Have been trying to configure my church's OPNsense to send filter logs to our instance of Security Onion. Church was previously using pfsense and filter logs were working. Elastic uses the same integration for both OPNsense and pfsense, so initially ruled out an issue with the configuration on Security Onion. That said, I was seeing the following error: "Provided Grok expressions do not match field value". Conjured up my best SearchFu but couldn't find anything definitive. The Elastic integration for OPNsense/pfsense seems well maintained so it seemed odd that it couldn't handle OPNsense's input.

So, i pointed my home instance of OPNsense to the Church's Security Onion (networks are connected via Wireguard, and are running exact same hardware and versions of OPNsense) and it seemed like the logs from home worked fine. However, eventually, I did find some from home that weren't being parsed (same error) and some from church that were parsed fine.

I copied the original messages of both good and bad events to compare and could find only one difference; the presence of dashes in the Rule ID. All events with dashes in the Rule ID failed to parse and all events with no dashes parse fine. As far as I can tell, all built-in rules are dash free and all user created rules use dashes. Turns out, for my home instance, I don't have explicit deny rules on each interfaces (using the built in one) whereas the church does have explicit deny rules per interface. This is why, I think, most events from my home instance worked and most from the church did not.

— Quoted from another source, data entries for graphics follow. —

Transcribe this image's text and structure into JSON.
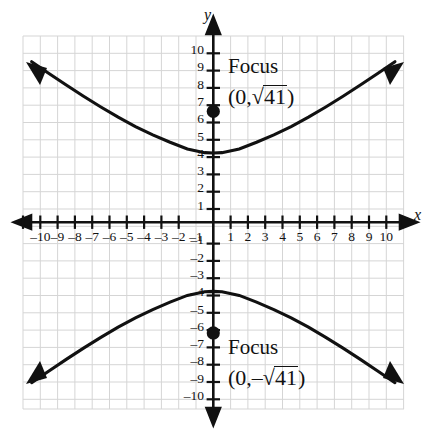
{
  "figure": {
    "title": "",
    "background_color": "#ffffff",
    "grid_color": "#d5d5d5",
    "axis_color": "#111111",
    "curve_color": "#111111"
  },
  "axes": {
    "x_name": "x",
    "y_name": "y",
    "x_ticks": [
      -10,
      -9,
      -8,
      -7,
      -6,
      -5,
      -4,
      -3,
      -2,
      -1,
      1,
      2,
      3,
      4,
      5,
      6,
      7,
      8,
      9,
      10
    ],
    "y_ticks": [
      10,
      9,
      8,
      7,
      6,
      5,
      4,
      3,
      2,
      1,
      -1,
      -2,
      -3,
      -4,
      -5,
      -6,
      -7,
      -8,
      -9,
      -10
    ],
    "x_tick_labels": [
      "–10",
      "–9",
      "–8",
      "–7",
      "–6",
      "–5",
      "–4",
      "–3",
      "–2",
      "–1",
      "1",
      "2",
      "3",
      "4",
      "5",
      "6",
      "7",
      "8",
      "9",
      "10"
    ],
    "y_tick_labels": [
      "10",
      "9",
      "8",
      "7",
      "6",
      "5",
      "4",
      "3",
      "2",
      "1",
      "–1",
      "–2",
      "–3",
      "–4",
      "–5",
      "–6",
      "–7",
      "–8",
      "–9",
      "–10"
    ]
  },
  "annotations": {
    "focus_top": {
      "label": "Focus",
      "coord_open": "(0,",
      "coord_sign": "",
      "radical_symbol": "√",
      "radicand": "41",
      "coord_close": ")"
    },
    "focus_bottom": {
      "label": "Focus",
      "coord_open": "(0,",
      "coord_sign": "–",
      "radical_symbol": "√",
      "radicand": "41",
      "coord_close": ")"
    }
  },
  "chart_data": {
    "type": "line",
    "title": "",
    "xlabel": "x",
    "ylabel": "y",
    "xlim": [
      -11,
      11
    ],
    "ylim": [
      -11,
      11
    ],
    "grid": true,
    "legend": "none",
    "equation": "y^2/16 - x^2/25 = 1",
    "a": 4,
    "b": 5,
    "c": 6.403,
    "vertices": [
      [
        0,
        4
      ],
      [
        0,
        -4
      ]
    ],
    "foci": [
      [
        0,
        6.403
      ],
      [
        0,
        -6.403
      ]
    ],
    "focus_labels": [
      "(0, √41)",
      "(0, –√41)"
    ],
    "points": [
      {
        "name": "focus-upper",
        "x": 0,
        "y": 6.403,
        "marker": "filled-circle"
      },
      {
        "name": "focus-lower",
        "x": 0,
        "y": -6.403,
        "marker": "filled-circle"
      }
    ],
    "series": [
      {
        "name": "upper-branch",
        "x": [
          -10.5,
          -9.5,
          -8.5,
          -7.5,
          -6.5,
          -5.5,
          -4.5,
          -3.5,
          -2.5,
          -1.5,
          -0.5,
          0,
          0.5,
          1.5,
          2.5,
          3.5,
          4.5,
          5.5,
          6.5,
          7.5,
          8.5,
          9.5,
          10.5
        ],
        "y": [
          9.28,
          8.6,
          7.93,
          7.28,
          6.66,
          6.07,
          5.53,
          5.05,
          4.62,
          4.23,
          4.02,
          4.0,
          4.02,
          4.23,
          4.62,
          5.05,
          5.53,
          6.07,
          6.66,
          7.28,
          7.93,
          8.6,
          9.28
        ],
        "arrows": [
          "start",
          "end"
        ]
      },
      {
        "name": "lower-branch",
        "x": [
          -10.5,
          -9.5,
          -8.5,
          -7.5,
          -6.5,
          -5.5,
          -4.5,
          -3.5,
          -2.5,
          -1.5,
          -0.5,
          0,
          0.5,
          1.5,
          2.5,
          3.5,
          4.5,
          5.5,
          6.5,
          7.5,
          8.5,
          9.5,
          10.5
        ],
        "y": [
          -9.28,
          -8.6,
          -7.93,
          -7.28,
          -6.66,
          -6.07,
          -5.53,
          -5.05,
          -4.62,
          -4.23,
          -4.02,
          -4.0,
          -4.02,
          -4.23,
          -4.62,
          -5.05,
          -5.53,
          -6.07,
          -6.66,
          -7.28,
          -7.93,
          -8.6,
          -9.28
        ],
        "arrows": [
          "start",
          "end"
        ]
      }
    ]
  }
}
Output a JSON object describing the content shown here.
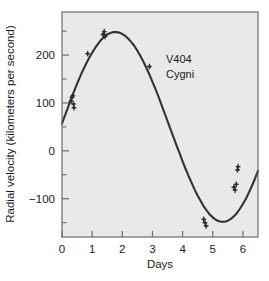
{
  "chart_data": {
    "type": "line",
    "title": "",
    "annotation": "V404 Cygni",
    "annotation_line1": "V404",
    "annotation_line2": "Cygni",
    "xlabel": "Days",
    "ylabel": "Radial velocity (kilometers per second)",
    "xlim": [
      0,
      6.5
    ],
    "ylim": [
      -180,
      290
    ],
    "xticks": [
      0,
      1,
      2,
      3,
      4,
      5,
      6
    ],
    "xtick_labels": [
      "0",
      "1",
      "2",
      "3",
      "4",
      "5",
      "6"
    ],
    "yticks": [
      -100,
      0,
      100,
      200
    ],
    "ytick_labels": [
      "−100",
      "0",
      "100",
      "200"
    ],
    "y_minor_ticks": [
      -150,
      -50,
      50,
      150,
      250
    ],
    "grid": false,
    "legend": null,
    "curve": {
      "name": "radial velocity fit",
      "model": "sinusoid",
      "amplitude": 211,
      "mean_velocity": 58,
      "period_days": 6.47,
      "phase_offset_days": 1.75,
      "color": "#333333",
      "x": [
        0.0,
        0.1,
        0.2,
        0.3,
        0.4,
        0.5,
        0.6,
        0.7,
        0.8,
        0.9,
        1.0,
        1.1,
        1.2,
        1.3,
        1.4,
        1.5,
        1.6,
        1.7,
        1.8,
        1.9,
        2.0,
        2.1,
        2.2,
        2.3,
        2.4,
        2.5,
        2.6,
        2.7,
        2.8,
        2.9,
        3.0,
        3.1,
        3.2,
        3.3,
        3.4,
        3.5,
        3.6,
        3.7,
        3.8,
        3.9,
        4.0,
        4.1,
        4.2,
        4.3,
        4.4,
        4.5,
        4.6,
        4.7,
        4.8,
        4.9,
        5.0,
        5.1,
        5.2,
        5.3,
        5.4,
        5.5,
        5.6,
        5.7,
        5.8,
        5.9,
        6.0,
        6.1,
        6.2,
        6.3,
        6.4,
        6.5
      ],
      "y": [
        57,
        74,
        91,
        108,
        124,
        140,
        155,
        169,
        182,
        194,
        205,
        215,
        224,
        232,
        238,
        243,
        246,
        248,
        248,
        247,
        244,
        240,
        234,
        227,
        219,
        209,
        198,
        186,
        173,
        159,
        144,
        129,
        113,
        96,
        79,
        62,
        45,
        28,
        11,
        -5,
        -22,
        -38,
        -53,
        -67,
        -81,
        -94,
        -105,
        -116,
        -125,
        -133,
        -139,
        -144,
        -147,
        -148,
        -148,
        -146,
        -142,
        -137,
        -130,
        -121,
        -111,
        -100,
        -87,
        -73,
        -58,
        -42
      ]
    },
    "points": [
      {
        "x": 0.3,
        "y": 104
      },
      {
        "x": 0.33,
        "y": 112
      },
      {
        "x": 0.36,
        "y": 115
      },
      {
        "x": 0.38,
        "y": 98
      },
      {
        "x": 0.4,
        "y": 90
      },
      {
        "x": 0.85,
        "y": 203
      },
      {
        "x": 1.36,
        "y": 243
      },
      {
        "x": 1.4,
        "y": 249
      },
      {
        "x": 1.43,
        "y": 239
      },
      {
        "x": 2.9,
        "y": 176
      },
      {
        "x": 4.7,
        "y": -143
      },
      {
        "x": 4.74,
        "y": -150
      },
      {
        "x": 4.78,
        "y": -157
      },
      {
        "x": 5.7,
        "y": -76
      },
      {
        "x": 5.74,
        "y": -82
      },
      {
        "x": 5.78,
        "y": -70
      },
      {
        "x": 5.82,
        "y": -40
      },
      {
        "x": 5.84,
        "y": -33
      }
    ],
    "marker_color": "#2b2b2b",
    "plot_background": "#e9e9e9",
    "page_background": "#ffffff",
    "axis_color": "#6b6b6b"
  }
}
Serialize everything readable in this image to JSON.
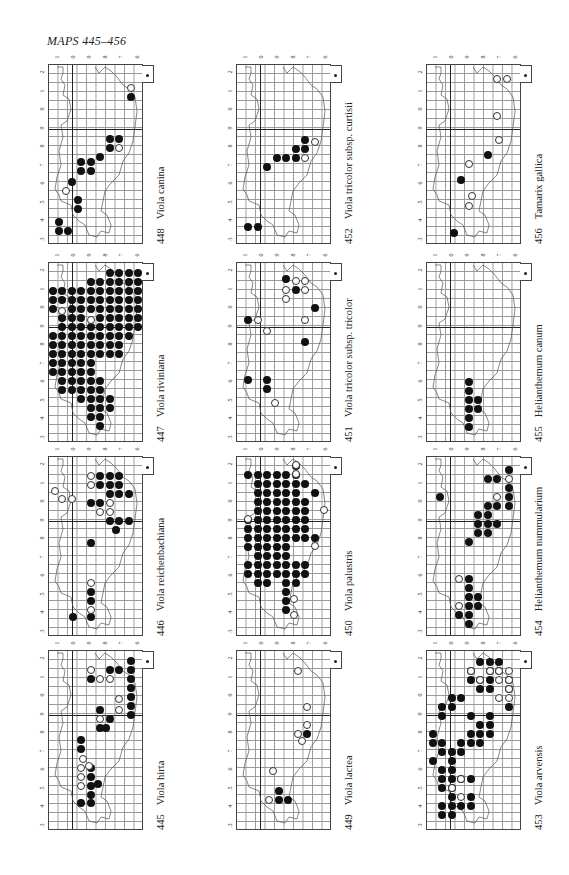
{
  "page": {
    "title": "MAPS 445–456",
    "background": "#ffffff",
    "dot_color": "#111111"
  },
  "axis_ticks": {
    "left": [
      "2",
      "1",
      "0",
      "9",
      "8",
      "7",
      "6",
      "5",
      "4",
      "3"
    ],
    "top": [
      "1",
      "0",
      "9",
      "8",
      "7",
      "6"
    ]
  },
  "legend": {
    "filled": "record present (filled circle)",
    "open": "older record (open circle)"
  },
  "maps": [
    {
      "number": "448",
      "species": "Viola canina",
      "col": 0,
      "row": 0,
      "filled": [
        [
          8.6,
          3.5
        ],
        [
          7.4,
          8.2
        ],
        [
          6.4,
          8.2
        ],
        [
          6.4,
          9.2
        ],
        [
          5.4,
          10.2
        ],
        [
          4.4,
          10.8
        ],
        [
          4.4,
          11.8
        ],
        [
          3.4,
          11.8
        ],
        [
          3.4,
          10.8
        ],
        [
          2.4,
          13.0
        ],
        [
          3.0,
          15.0
        ],
        [
          3.0,
          16.0
        ],
        [
          1.0,
          17.4
        ],
        [
          1.0,
          18.4
        ],
        [
          2.0,
          18.4
        ]
      ],
      "open": [
        [
          8.6,
          2.6
        ],
        [
          7.4,
          9.2
        ],
        [
          1.8,
          14.0
        ]
      ]
    },
    {
      "number": "447",
      "species": "Viola riviniana",
      "col": 0,
      "row": 1,
      "filled": "dense",
      "open": [
        [
          1.4,
          5.3
        ],
        [
          4.4,
          6.3
        ]
      ]
    },
    {
      "number": "446",
      "species": "Viola reichenbachiana",
      "col": 0,
      "row": 2,
      "filled": [
        [
          5.4,
          2.1
        ],
        [
          6.4,
          2.1
        ],
        [
          7.4,
          2.1
        ],
        [
          5.4,
          3.1
        ],
        [
          6.4,
          3.1
        ],
        [
          7.4,
          3.1
        ],
        [
          6.4,
          4.1
        ],
        [
          7.4,
          4.1
        ],
        [
          8.4,
          4.1
        ],
        [
          4.4,
          5.1
        ],
        [
          5.4,
          5.1
        ],
        [
          6.4,
          7.1
        ],
        [
          7.4,
          7.1
        ],
        [
          8.4,
          7.1
        ],
        [
          7.0,
          8.1
        ],
        [
          4.4,
          9.5
        ],
        [
          4.4,
          15.0
        ],
        [
          4.4,
          16.0
        ],
        [
          2.5,
          17.8
        ],
        [
          4.4,
          17.8
        ]
      ],
      "open": [
        [
          4.4,
          2.1
        ],
        [
          4.4,
          3.1
        ],
        [
          0.6,
          3.8
        ],
        [
          1.4,
          4.7
        ],
        [
          2.4,
          4.7
        ],
        [
          6.4,
          5.1
        ],
        [
          5.4,
          6.1
        ],
        [
          6.4,
          6.1
        ],
        [
          4.4,
          14.0
        ],
        [
          4.4,
          17.0
        ]
      ]
    },
    {
      "number": "445",
      "species": "Viola hirta",
      "col": 0,
      "row": 3,
      "filled": [
        [
          8.6,
          1.1
        ],
        [
          6.4,
          2.1
        ],
        [
          7.4,
          2.1
        ],
        [
          8.6,
          2.1
        ],
        [
          4.4,
          3.1
        ],
        [
          8.6,
          3.1
        ],
        [
          8.6,
          4.1
        ],
        [
          8.6,
          5.1
        ],
        [
          8.6,
          6.1
        ],
        [
          5.4,
          6.5
        ],
        [
          8.6,
          7.1
        ],
        [
          6.4,
          7.5
        ],
        [
          5.4,
          8.5
        ],
        [
          6.0,
          8.5
        ],
        [
          3.4,
          9.9
        ],
        [
          3.4,
          10.9
        ],
        [
          4.4,
          13.0
        ],
        [
          4.4,
          14.0
        ],
        [
          5.2,
          14.8
        ],
        [
          4.4,
          15.0
        ],
        [
          4.4,
          16.0
        ],
        [
          3.4,
          16.9
        ],
        [
          4.4,
          16.9
        ]
      ],
      "open": [
        [
          4.4,
          2.1
        ],
        [
          5.4,
          3.1
        ],
        [
          6.4,
          3.1
        ],
        [
          7.4,
          5.3
        ],
        [
          5.4,
          7.5
        ],
        [
          7.4,
          6.5
        ],
        [
          3.6,
          12.0
        ],
        [
          4.2,
          12.8
        ],
        [
          3.4,
          13.0
        ],
        [
          3.4,
          14.0
        ],
        [
          3.4,
          15.0
        ]
      ]
    },
    {
      "number": "452",
      "species": "Viola tricolor subsp. curtisii",
      "col": 1,
      "row": 0,
      "filled": [
        [
          7.2,
          8.3
        ],
        [
          6.2,
          9.3
        ],
        [
          7.2,
          9.3
        ],
        [
          5.2,
          10.3
        ],
        [
          6.2,
          10.3
        ],
        [
          4.2,
          10.3
        ],
        [
          3.2,
          11.3
        ],
        [
          1.2,
          18.0
        ],
        [
          2.2,
          18.0
        ]
      ],
      "open": [
        [
          8.2,
          8.5
        ],
        [
          7.2,
          10.3
        ]
      ]
    },
    {
      "number": "451",
      "species": "Viola tricolor subsp. tricolor",
      "col": 1,
      "row": 1,
      "filled": [
        [
          5.2,
          1.8
        ],
        [
          6.2,
          3.0
        ],
        [
          8.2,
          5.0
        ],
        [
          1.2,
          6.3
        ],
        [
          7.2,
          8.8
        ],
        [
          1.2,
          13.0
        ],
        [
          3.2,
          13.0
        ],
        [
          3.2,
          14.0
        ]
      ],
      "open": [
        [
          6.2,
          2.0
        ],
        [
          7.2,
          2.0
        ],
        [
          5.2,
          3.0
        ],
        [
          7.2,
          3.0
        ],
        [
          5.2,
          4.0
        ],
        [
          2.2,
          6.3
        ],
        [
          7.2,
          6.3
        ],
        [
          3.2,
          7.5
        ],
        [
          4.0,
          15.5
        ]
      ]
    },
    {
      "number": "450",
      "species": "Viola palustris",
      "col": 1,
      "row": 2,
      "filled": "dense",
      "open": [
        [
          6.2,
          0.9
        ],
        [
          6.2,
          1.9
        ],
        [
          9.2,
          5.9
        ],
        [
          1.2,
          6.9
        ],
        [
          8.2,
          9.9
        ],
        [
          6.0,
          15.8
        ],
        [
          6.0,
          17.6
        ]
      ]
    },
    {
      "number": "449",
      "species": "Viola lactea",
      "col": 1,
      "row": 3,
      "filled": [
        [
          7.4,
          9.2
        ],
        [
          4.4,
          15.5
        ],
        [
          4.4,
          16.5
        ],
        [
          5.4,
          16.5
        ]
      ],
      "open": [
        [
          6.4,
          2.2
        ],
        [
          7.4,
          6.2
        ],
        [
          7.4,
          8.2
        ],
        [
          6.4,
          9.2
        ],
        [
          6.8,
          10.0
        ],
        [
          3.8,
          13.3
        ],
        [
          3.4,
          16.5
        ]
      ]
    },
    {
      "number": "456",
      "species": "Tamarix gallica",
      "col": 2,
      "row": 0,
      "filled": [
        [
          6.4,
          10.0
        ],
        [
          3.6,
          12.8
        ],
        [
          2.8,
          18.7
        ]
      ],
      "open": [
        [
          7.4,
          1.6
        ],
        [
          8.4,
          1.6
        ],
        [
          7.4,
          5.7
        ],
        [
          7.6,
          8.3
        ],
        [
          4.4,
          11.0
        ],
        [
          4.7,
          14.5
        ],
        [
          4.4,
          15.7
        ]
      ]
    },
    {
      "number": "455",
      "species": "Helianthemum canum",
      "col": 2,
      "row": 1,
      "filled": [
        [
          4.4,
          13.2
        ],
        [
          4.4,
          14.2
        ],
        [
          4.4,
          15.2
        ],
        [
          5.4,
          15.2
        ],
        [
          4.4,
          16.2
        ],
        [
          5.4,
          16.2
        ],
        [
          4.4,
          17.2
        ],
        [
          4.4,
          18.2
        ]
      ],
      "open": []
    },
    {
      "number": "454",
      "species": "Helianthemum nummularium",
      "col": 2,
      "row": 2,
      "filled": [
        [
          8.6,
          1.4
        ],
        [
          6.4,
          2.4
        ],
        [
          7.4,
          2.4
        ],
        [
          8.6,
          3.4
        ],
        [
          1.4,
          4.4
        ],
        [
          8.6,
          4.4
        ],
        [
          6.4,
          5.4
        ],
        [
          7.4,
          5.4
        ],
        [
          8.6,
          5.4
        ],
        [
          5.4,
          6.4
        ],
        [
          6.4,
          6.4
        ],
        [
          5.4,
          7.4
        ],
        [
          6.4,
          7.4
        ],
        [
          7.4,
          7.4
        ],
        [
          5.4,
          8.4
        ],
        [
          6.4,
          8.4
        ],
        [
          4.4,
          9.4
        ],
        [
          4.4,
          13.5
        ],
        [
          4.4,
          14.5
        ],
        [
          4.4,
          15.5
        ],
        [
          5.4,
          15.5
        ],
        [
          4.4,
          16.5
        ],
        [
          5.4,
          16.5
        ],
        [
          3.4,
          17.5
        ],
        [
          4.4,
          17.5
        ],
        [
          4.4,
          18.5
        ]
      ],
      "open": [
        [
          8.6,
          2.4
        ],
        [
          7.4,
          4.4
        ],
        [
          3.4,
          13.5
        ],
        [
          3.4,
          16.5
        ]
      ]
    },
    {
      "number": "453",
      "species": "Viola arvensis",
      "col": 2,
      "row": 3,
      "filled": "mixed",
      "open": []
    }
  ]
}
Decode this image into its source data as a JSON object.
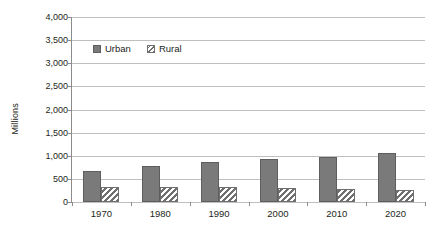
{
  "chart_data": {
    "type": "bar",
    "title": "",
    "subtitle": "",
    "xlabel": "",
    "ylabel": "Millions",
    "categories": [
      "1970",
      "1980",
      "1990",
      "2000",
      "2010",
      "2020"
    ],
    "series": [
      {
        "name": "Urban",
        "values": [
          675,
          775,
          855,
          920,
          975,
          1050
        ],
        "color": "#7a7a7a",
        "fill": "solid"
      },
      {
        "name": "Rural",
        "values": [
          335,
          325,
          315,
          305,
          280,
          250
        ],
        "color": "#6f6f6f",
        "fill": "diagonal-hatch"
      }
    ],
    "ylim": [
      0,
      4000
    ],
    "ytick_values": [
      0,
      500,
      1000,
      1500,
      2000,
      2500,
      3000,
      3500,
      4000
    ],
    "ytick_labels": [
      "0",
      "500",
      "1,000",
      "1,500",
      "2,000",
      "2,500",
      "3,000",
      "3,500",
      "4,000"
    ],
    "grid": true,
    "grid_axis": "y",
    "legend_position": "upper-left-inside",
    "legend_entries": [
      "Urban",
      "Rural"
    ],
    "annotations": []
  },
  "colors": {
    "urban_fill": "#7a7a7a",
    "urban_border": "#5e5e5e",
    "rural_fill": "#ffffff",
    "rural_hatch": "#6f6f6f",
    "gridline": "#bfbfbf",
    "axis": "#8c8c8c",
    "text": "#231f20",
    "background": "#ffffff"
  }
}
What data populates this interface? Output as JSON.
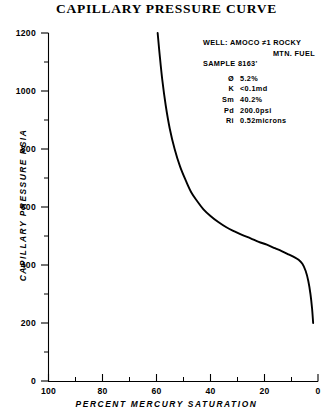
{
  "chart_data": {
    "type": "line",
    "title": "CAPILLARY PRESSURE CURVE",
    "xlabel": "PERCENT MERCURY SATURATION",
    "ylabel": "CAPILLARY PRESSURE  PSIA",
    "xlim": [
      100,
      0
    ],
    "ylim": [
      0,
      1200
    ],
    "x_reversed": true,
    "grid": false,
    "legend": null,
    "xticks": [
      100,
      80,
      60,
      40,
      20,
      0
    ],
    "xtick_labels": [
      "100",
      "80",
      "60",
      "40",
      "20",
      "0"
    ],
    "x_minor_step": 10,
    "yticks": [
      0,
      200,
      400,
      600,
      800,
      1000,
      1200
    ],
    "ytick_labels": [
      "0",
      "200",
      "400",
      "600",
      "800",
      "1000",
      "1200"
    ],
    "y_minor_step": 100,
    "series": [
      {
        "name": "capillary pressure",
        "line_color": "#000000",
        "x": [
          59.5,
          58.8,
          57.8,
          56.5,
          55.0,
          53.2,
          51.2,
          49.0,
          47.0,
          44.8,
          42.5,
          40.0,
          37.0,
          34.0,
          31.0,
          28.0,
          25.0,
          22.0,
          19.0,
          16.0,
          13.5,
          11.0,
          9.0,
          7.2,
          5.8,
          4.6,
          3.6,
          2.8,
          2.2,
          1.8
        ],
        "y": [
          1200,
          1130,
          1040,
          950,
          870,
          800,
          740,
          690,
          650,
          620,
          592,
          570,
          548,
          530,
          516,
          503,
          492,
          480,
          470,
          458,
          448,
          437,
          428,
          418,
          404,
          380,
          345,
          300,
          250,
          200
        ]
      }
    ],
    "annotations": {
      "well_label": "WELL:",
      "well_name": "AMOCO ≠1 ROCKY",
      "well_name_cont": "MTN. FUEL",
      "sample": "SAMPLE 8163'",
      "parameters": [
        {
          "symbol": "Ø",
          "value": "5.2%"
        },
        {
          "symbol": "K",
          "value": "<0.1md"
        },
        {
          "symbol": "Sm",
          "value": "40.2%"
        },
        {
          "symbol": "Pd",
          "value": "200.0psi"
        },
        {
          "symbol": "Ri",
          "value": "0.52microns"
        }
      ]
    },
    "colors": {
      "axis": "#000000",
      "curve": "#000000",
      "background": "#ffffff"
    }
  }
}
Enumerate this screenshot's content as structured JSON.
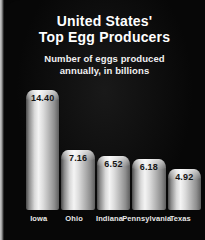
{
  "panel": {
    "background_color": "#070707",
    "bar_color": "#e6e6e6",
    "text_color": "#ffffff"
  },
  "title": {
    "line1": "United States'",
    "line2": "Top Egg Producers"
  },
  "subtitle": {
    "line1": "Number of eggs produced",
    "line2": "annually, in billions"
  },
  "chart_data": {
    "type": "bar",
    "title": "United States' Top Egg Producers",
    "subtitle": "Number of eggs produced annually, in billions",
    "xlabel": "",
    "ylabel": "Number of eggs produced annually, in billions",
    "categories": [
      "Iowa",
      "Ohio",
      "Indiana",
      "Pennsylvania",
      "Texas"
    ],
    "values": [
      14.4,
      7.16,
      6.52,
      6.18,
      4.92
    ],
    "value_labels": [
      "14.40",
      "7.16",
      "6.52",
      "6.18",
      "4.92"
    ],
    "ylim": [
      0,
      14.4
    ],
    "grid": false,
    "legend": null,
    "orientation": "vertical",
    "bar_style": "3d-cylinder-metallic"
  }
}
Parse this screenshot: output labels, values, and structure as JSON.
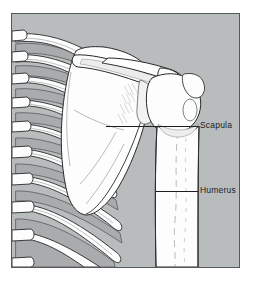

So, anyone else using Security Onion seeing the same thing? I am also curious why the difference in formats for Rule IDs.

Today at 07:56:00 AM #1 Last Edit: Today at 07:59:19 AM by keeka
Yes, rule id now seem to have differing formats. It messed up my graylog parsing for a while. I am not sure what led to the decision for mixing UUID style. It would be better if they were consistent IMO. In the meantime ;-) are you able to modify the grok expression to cater for both formats?

If you add a ticket on GitHub that's something to consider for improvement. I agree that it shouldn't differ but we need to isolate the code bits responsible first to make a meaningful plan forward.